Trump International Golf Club Puerto Rico, home to the PGA Tour's Puerto Rico Open since 2008, has filed for bankruptcy.
The owning company, Coco Beach Golf & Country Club S.E., filed in federal bankruptcy court in San Juan listing assets of $9.2 million and debt of up to $78 million. The largest creditor is the Puerto Rico Tourism Development Fund, listed as due $32.6 million. In 2011, the Puerto Rico Industrial, Tourist, Educational, Medical and Environmental Control Facilities Financing Authority issued $26.4 million of municipal debt to help refinance some debt to build the facility, which opened in 2004. The company has been in default on the debt since 2011.
Though Donald Trump's name is on the course, he has no ownership stake in the property. Rather, his company, the Trump Organization, licensed the use of Trump's name to the owners and manage the course as part of its 17-facility portfolio blending owned and managed properties.
“We have zero financial investment in this course,” said Eric Trump to Bloomberg. “This has absolutely nothing to do with Trump. This is a separate owner. We purely manage the golf course.”
Trump said Coco Beach Golf & Country Club S.E. is also in default with the Trump Organization.
Originally opened as Coco Beach Golf, the property has a pair of 18-hole courses, including a Tom Kite-designed course that is a PGA Tour stop played each March opposite the WGC-Cadillac Championship, played in the Miami area at the Trump-owned Doral resort.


### EXERCISE
What lines in the following entries hold the word "series"? Copy each one.

### DATASET RECORDS
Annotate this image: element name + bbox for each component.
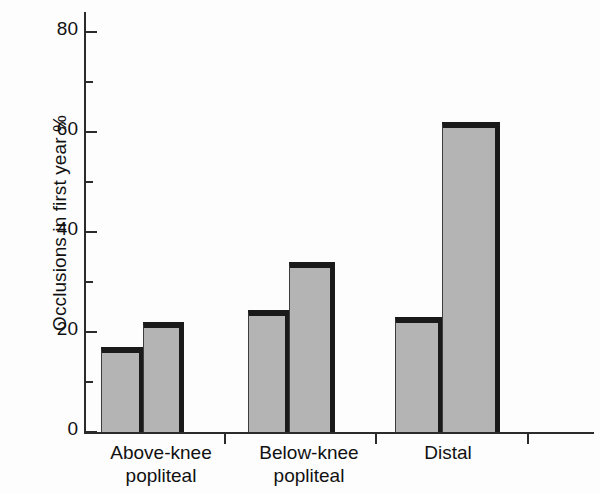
y-tick-label-60-wrap: 60 [26, 131, 78, 132]
x-axis-line [84, 432, 594, 434]
y-tick-label-80: 80 [34, 18, 78, 40]
bar-below-knee-popliteal-2 [289, 262, 335, 432]
bar-above-knee-popliteal-2 [143, 322, 184, 432]
bar-distal-1 [395, 317, 443, 432]
x-category-label-line-2: popliteal [86, 464, 236, 487]
y-tick-80 [86, 31, 97, 33]
x-category-label-line-2: popliteal [234, 464, 384, 487]
y-tick-minor-50 [86, 181, 93, 183]
x-category-label-below-knee-popliteal: Below-knee popliteal [234, 441, 384, 487]
y-tick-label-20: 20 [34, 318, 78, 340]
y-axis-line [84, 12, 86, 433]
y-tick-label-80-wrap: 80 [26, 31, 78, 32]
x-category-label-above-knee-popliteal: Above-knee popliteal [86, 441, 236, 487]
y-tick-minor-70 [86, 81, 93, 83]
y-tick-label-40-wrap: 40 [26, 231, 78, 232]
y-tick-label-0-wrap: 0 [26, 431, 78, 432]
bar-below-knee-popliteal-1 [248, 310, 290, 432]
bar-above-knee-popliteal-1 [101, 347, 144, 432]
y-tick-minor-10 [86, 381, 93, 383]
y-tick-60 [86, 131, 97, 133]
y-tick-label-0: 0 [34, 418, 78, 440]
x-tick-3 [527, 434, 529, 444]
bar-chart-figure: Occlusions in first year % 80 60 40 20 0… [0, 0, 600, 493]
x-category-label-distal: Distal [388, 441, 508, 464]
y-tick-label-60: 60 [34, 118, 78, 140]
y-tick-40 [86, 231, 97, 233]
y-tick-20 [86, 331, 97, 333]
y-tick-minor-30 [86, 281, 93, 283]
y-tick-0 [86, 431, 97, 433]
x-category-label-line-1: Distal [424, 442, 472, 463]
bar-distal-2 [442, 122, 500, 432]
y-tick-label-40: 40 [34, 218, 78, 240]
x-category-label-line-1: Above-knee [110, 442, 211, 463]
y-tick-label-20-wrap: 20 [26, 331, 78, 332]
x-category-label-line-1: Below-knee [259, 442, 358, 463]
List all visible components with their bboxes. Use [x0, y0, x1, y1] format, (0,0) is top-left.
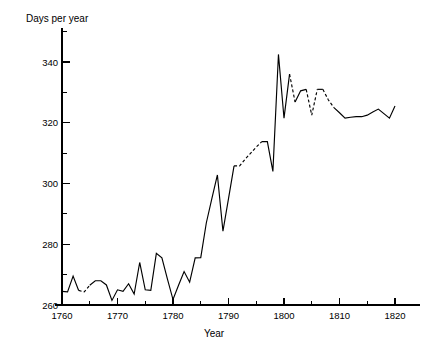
data-series-group [62, 54, 395, 300]
x-axis-ticks: 1760177017801790180018101820 [51, 298, 405, 321]
x-tick-label: 1780 [162, 310, 183, 321]
series-line-dashed [79, 285, 90, 292]
line-chart-canvas: Days per year 260280300320340 1760177017… [0, 0, 429, 355]
x-tick-label: 1790 [218, 310, 239, 321]
series-line-dashed [290, 74, 296, 102]
x-tick-label: 1770 [107, 310, 128, 321]
x-axis-title: Year [204, 328, 225, 339]
axis-lines [55, 28, 420, 305]
y-axis-ticks: 260280300320340 [42, 32, 70, 311]
series-line-solid [90, 166, 234, 301]
y-tick-label: 280 [42, 239, 58, 250]
x-tick-label: 1810 [329, 310, 350, 321]
y-tick-label: 340 [42, 57, 58, 68]
y-tick-label: 300 [42, 178, 58, 189]
x-tick-label: 1800 [273, 310, 294, 321]
series-line-dashed [234, 142, 262, 166]
x-tick-label: 1820 [384, 310, 405, 321]
x-tick-label: 1760 [51, 310, 72, 321]
chart-figure: Days per year 260280300320340 1760177017… [0, 0, 429, 355]
series-line-dashed [323, 89, 334, 107]
y-tick-label: 320 [42, 117, 58, 128]
y-axis-title: Days per year [26, 13, 89, 24]
y-tick-label: 260 [42, 300, 58, 311]
series-line-solid [334, 106, 395, 118]
series-line-solid [295, 89, 306, 102]
series-line-solid [62, 276, 79, 292]
series-line-solid [262, 54, 290, 171]
series-line-dashed [306, 89, 317, 115]
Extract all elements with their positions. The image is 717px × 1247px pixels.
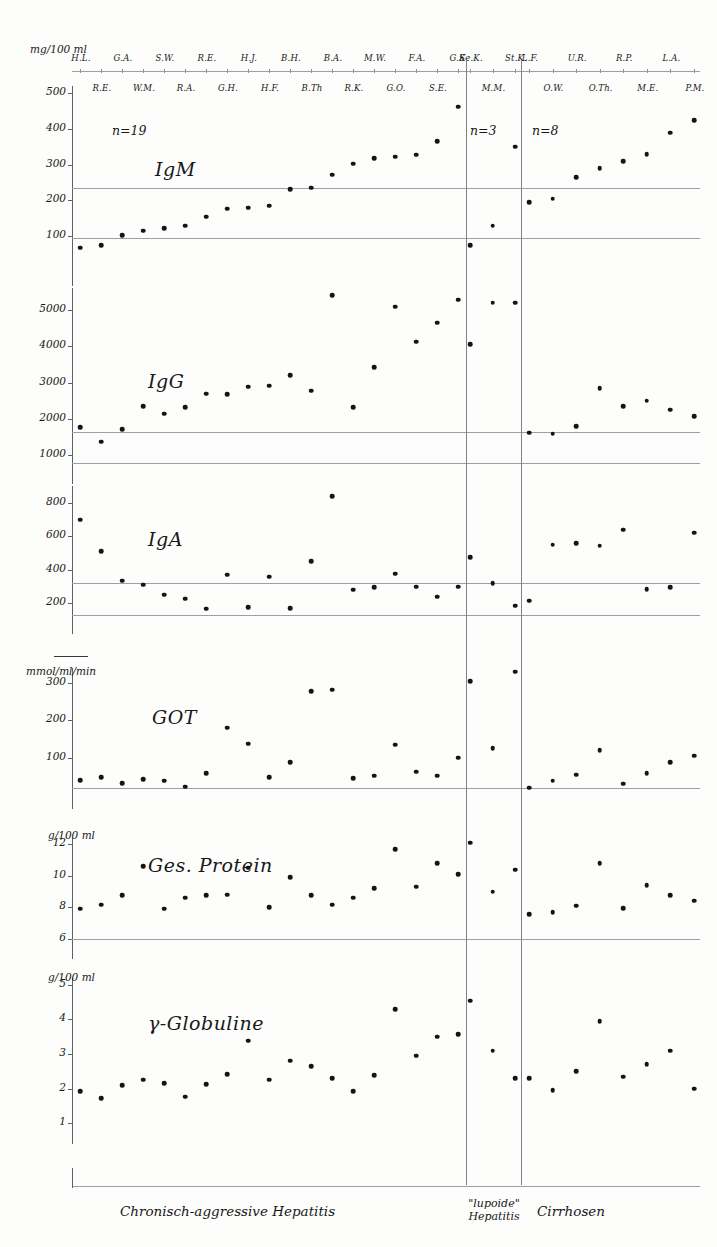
y-tick-label: 200 xyxy=(24,193,66,204)
data-point xyxy=(393,305,398,310)
data-point xyxy=(414,885,419,890)
data-point xyxy=(468,998,473,1003)
data-point xyxy=(246,384,251,389)
data-point xyxy=(456,297,461,302)
panel-title-3: GOT xyxy=(152,708,197,727)
y-tick-label: 300 xyxy=(24,158,66,169)
y-tick-label: 4 xyxy=(24,1012,66,1023)
y-tick xyxy=(68,419,73,420)
data-point xyxy=(267,775,272,780)
header-tick xyxy=(458,69,459,73)
data-point xyxy=(183,596,188,601)
header-tick xyxy=(374,69,375,73)
data-point xyxy=(621,1074,626,1079)
data-point xyxy=(141,777,146,782)
group-label-1-line2: Hepatitis xyxy=(468,1210,519,1223)
data-point xyxy=(351,161,356,166)
y-tick xyxy=(68,570,73,571)
data-point xyxy=(513,145,518,150)
data-point xyxy=(372,1073,377,1078)
data-point xyxy=(393,847,398,852)
data-point xyxy=(351,1089,356,1094)
data-point xyxy=(351,405,356,410)
y-tick-label: 1000 xyxy=(24,448,66,459)
data-point xyxy=(309,388,314,393)
y-tick-label: 4000 xyxy=(24,339,66,350)
patient-label-bottom: G.O. xyxy=(382,84,410,93)
patient-label-top: H.J. xyxy=(235,54,263,63)
data-point xyxy=(351,776,356,781)
patient-label-bottom: M.M. xyxy=(480,84,508,93)
data-point xyxy=(490,223,495,228)
data-point xyxy=(490,1048,495,1053)
data-point xyxy=(309,893,314,898)
patient-label-top: Se.K. xyxy=(457,54,485,63)
panel-title-0: IgM xyxy=(155,160,196,179)
data-point xyxy=(162,226,167,231)
data-point xyxy=(468,555,473,560)
data-point xyxy=(288,187,293,192)
data-point xyxy=(330,172,335,177)
patient-label-bottom: O.Th. xyxy=(587,84,615,93)
header-tick xyxy=(332,69,333,73)
data-point xyxy=(597,386,602,391)
y-tick xyxy=(68,758,73,759)
data-point xyxy=(435,594,440,599)
data-point xyxy=(267,204,272,209)
data-point xyxy=(490,889,495,894)
header-tick xyxy=(694,69,695,73)
y-tick-label: 2 xyxy=(24,1082,66,1093)
data-point xyxy=(372,156,377,161)
y-tick-label: 8 xyxy=(24,900,66,911)
data-point xyxy=(527,785,532,790)
data-point xyxy=(288,1059,293,1064)
y-tick xyxy=(68,907,73,908)
y-tick-label: 100 xyxy=(24,751,66,762)
data-point xyxy=(597,543,602,548)
data-point xyxy=(330,494,335,499)
data-point xyxy=(225,892,230,897)
data-point xyxy=(393,1007,398,1012)
y-tick xyxy=(68,455,73,456)
data-point xyxy=(162,1081,167,1086)
y-tick-label: 200 xyxy=(24,596,66,607)
reference-line xyxy=(72,432,700,433)
data-point xyxy=(574,903,579,908)
header-tick xyxy=(493,69,494,73)
y-tick xyxy=(68,683,73,684)
data-point xyxy=(414,770,419,775)
data-point xyxy=(246,741,251,746)
data-point xyxy=(141,404,146,409)
data-point xyxy=(372,365,377,370)
data-point xyxy=(456,872,461,877)
data-point xyxy=(692,118,697,123)
header-tick xyxy=(623,69,624,73)
y-tick-label: 400 xyxy=(24,563,66,574)
data-point xyxy=(414,584,419,589)
data-point xyxy=(99,775,104,780)
y-tick xyxy=(68,236,73,237)
data-point xyxy=(527,598,532,603)
y-tick xyxy=(68,93,73,94)
data-point xyxy=(267,383,272,388)
data-point xyxy=(456,755,461,760)
group-label-1-line1: "lupoide" xyxy=(468,1197,519,1210)
y-tick-label: 600 xyxy=(24,529,66,540)
data-point xyxy=(372,585,377,590)
header-rule xyxy=(72,71,700,72)
y-tick xyxy=(68,536,73,537)
reference-line xyxy=(72,788,700,789)
data-point xyxy=(267,1078,272,1083)
unit-text: g/100 ml xyxy=(48,971,95,983)
y-axis-2 xyxy=(72,486,73,634)
y-tick-label: 500 xyxy=(24,86,66,97)
header-tick xyxy=(670,69,671,73)
data-point xyxy=(141,1078,146,1083)
y-tick-label: 1 xyxy=(24,1116,66,1127)
data-point xyxy=(288,606,293,611)
data-point xyxy=(490,746,495,751)
data-point xyxy=(99,439,104,444)
data-point xyxy=(246,1039,251,1044)
header-tick xyxy=(185,69,186,73)
data-point xyxy=(288,760,293,765)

### WORKED SOLUTION
data-series-group [62, 54, 395, 300]
series-line-dashed [79, 285, 90, 292]
series-line-dashed [290, 74, 296, 102]
series-line-solid [90, 166, 234, 301]
series-line-dashed [234, 142, 262, 166]
series-line-dashed [323, 89, 334, 107]
series-line-solid [334, 106, 395, 118]
series-line-solid [295, 89, 306, 102]
series-line-solid [62, 276, 79, 292]
series-line-solid [262, 54, 290, 171]
series-line-dashed [306, 89, 317, 115]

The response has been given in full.